Progress is about quality of life, not concrete buildings

By JAINDI KISERO
Posted Tuesday, April 13 2010 at 22:52

I commend the National Tax Payers Association (NTA) for the work they are doing on the Constituency Development Fund. Kenya needs more of such associations to keep tabs on what the State is doing at the grassroots level.

The strongest point of the association is its devolved structure; the fact that it has created a network of public-spirited grassroots of citizens all over the country to monitor projects by CDF committees.

The NTA is not your usual urban-based elite non-governmental organisations working from some carpeted office and operating under terms of reference drawn by some foreign foundation.

The work of this organisation stands out especially when you compare the quality of what it does to the work by all those NGOs that are mushrooming in their hundreds by the day: urban-based owner-occupier entities without convincing mandates.

The NTA has actual people you can count as belonging to its membership.

Indeed, most of what poses as development NGOs right now are one-man entities; mere consultancies but in name, they’re a donor-led phenomenon.

When NTA compiles a report of its findings, it is not the usual waffle from smooth-taking NGO official in power point presentations usually made before a group of selected donors in a hotel conference room in Nairobi.

NTA shows you real pictures: incomplete rural dispensaries, half-finished school buildings, haphazardly designed foot path bridges and incomplete cattle dips.

As usual, what the recent NTA report exposed about corruption and about how the CDF has emerged as the new instrument of patronage is what captured the headlines.

We have been tickled with the story about how a rural elite has emerged to capture the CDF and how the institution has been turned into another source of largesse.

Yet the truth of the matter is that there are other issues and trends you will find in NTA’s report that should interest anyone interested in rural development trends in Kenya.

As a people, we suffer from an attitude that equates rural development with concrete and buildings.

That is why we will raise millions of shillings to build cattle dips without thinking where the money to run it will come from; money to buy chemicals and maintain the facility.

We are always more than willing to raise money to fund capital expenditure to build new churches and construct new class rooms and dining halls — but will not bother about how to finance recurrent costs.

IN A RECENT ARTICLE IN OUR SISTER publication, Business Daily, reporter Alan Odhiambo counted several CDF-funded rural health centre buildings in a constituency in Kisumu area, which have remained non-operational for years simply because no nurses have been posted to the dispensaries.

Neither have medicines been supplied to these beautifully designed structures and buildings.

Our people just love new buildings. That is why rural Kenya is today literally littered with concrete: ugly unfinished buildings and bridges that when juxtaposed against the backdrop of the serene landscapes in rural Kenya, resembles cathedrals built in the middle of a desert.

CDF as an institution should be made to see the difference between quantitative growth and qualitative development.

Where my parents live, deep in the rural areas of South Nyanza, some Americans have been supporting an income- generating project by a women group.

The project has taken off very well. And, one of the activities the women’s group has invested in is a business in tents, plastic chairs and loud speakers. They rent them out during funerals, weddings and political meetings.

The business has been very profitable and they have been buying more and more chairs and tents to target the season of political meetings and gatherings for the upcoming constitutional referendum campaigns.

The questions I pose are the following: What is the point of leading a women’s group owned by rural folk into accumulating one asset after another when half of the membership are suffering from malnutrition?

Is rural development about accumulating assets for the women groups per se or is it about alleviating rural poverty?

What is the point of accumulating wealth that does not trickle down to the rural poor?

I bet that when officials from the National Statistics Bureau visit my village next time, they will count the assets — the chairs, the tents — and proceed to record an improvement in the standards of living of the people there.

History will record that the greatest mistake the CDF made was to make far less investment in human resources — family planning, nutrition and public health than in brick and mortar.

The Gross National Product increases, but not the Gross National Happiness.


- WORK REQUEST -
Look through the lines below; wherever the word "HAWAIIAN" appears, copy that line.

☆ ☆ ☆ ☆ ☆

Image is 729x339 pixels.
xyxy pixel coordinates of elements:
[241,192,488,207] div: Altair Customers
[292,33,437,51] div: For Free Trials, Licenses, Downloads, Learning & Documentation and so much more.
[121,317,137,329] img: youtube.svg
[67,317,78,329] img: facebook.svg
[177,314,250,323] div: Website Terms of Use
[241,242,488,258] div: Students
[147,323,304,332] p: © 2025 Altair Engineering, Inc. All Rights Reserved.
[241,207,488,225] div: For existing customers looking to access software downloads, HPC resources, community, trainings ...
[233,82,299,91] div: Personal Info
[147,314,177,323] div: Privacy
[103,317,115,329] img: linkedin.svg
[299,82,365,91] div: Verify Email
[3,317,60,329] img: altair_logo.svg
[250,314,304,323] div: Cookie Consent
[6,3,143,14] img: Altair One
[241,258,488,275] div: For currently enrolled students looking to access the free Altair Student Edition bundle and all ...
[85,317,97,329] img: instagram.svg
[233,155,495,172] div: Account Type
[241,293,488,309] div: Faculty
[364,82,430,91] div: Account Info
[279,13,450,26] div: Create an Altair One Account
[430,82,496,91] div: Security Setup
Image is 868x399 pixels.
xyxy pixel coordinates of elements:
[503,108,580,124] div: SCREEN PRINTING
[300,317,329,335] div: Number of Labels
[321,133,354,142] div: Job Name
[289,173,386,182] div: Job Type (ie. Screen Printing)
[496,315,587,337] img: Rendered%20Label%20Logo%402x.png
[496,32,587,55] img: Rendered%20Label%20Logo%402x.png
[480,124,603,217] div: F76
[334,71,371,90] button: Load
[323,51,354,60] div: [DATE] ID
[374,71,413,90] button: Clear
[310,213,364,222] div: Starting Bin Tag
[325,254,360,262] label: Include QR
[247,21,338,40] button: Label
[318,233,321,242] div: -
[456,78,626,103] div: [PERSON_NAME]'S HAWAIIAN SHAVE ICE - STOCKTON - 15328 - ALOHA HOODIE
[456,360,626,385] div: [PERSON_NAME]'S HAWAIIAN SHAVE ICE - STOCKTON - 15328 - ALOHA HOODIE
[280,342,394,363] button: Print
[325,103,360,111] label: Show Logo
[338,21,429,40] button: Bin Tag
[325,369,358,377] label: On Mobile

☆ ☆ ☆ ☆ ☆

- WRITTEN SOLUTION -
[456,78,626,103] div: [PERSON_NAME]'S HAWAIIAN SHAVE ICE - STOCKTON - 15328 - ALOHA HOODIE
[456,360,626,385] div: [PERSON_NAME]'S HAWAIIAN SHAVE ICE - STOCKTON - 15328 - ALOHA HOODIE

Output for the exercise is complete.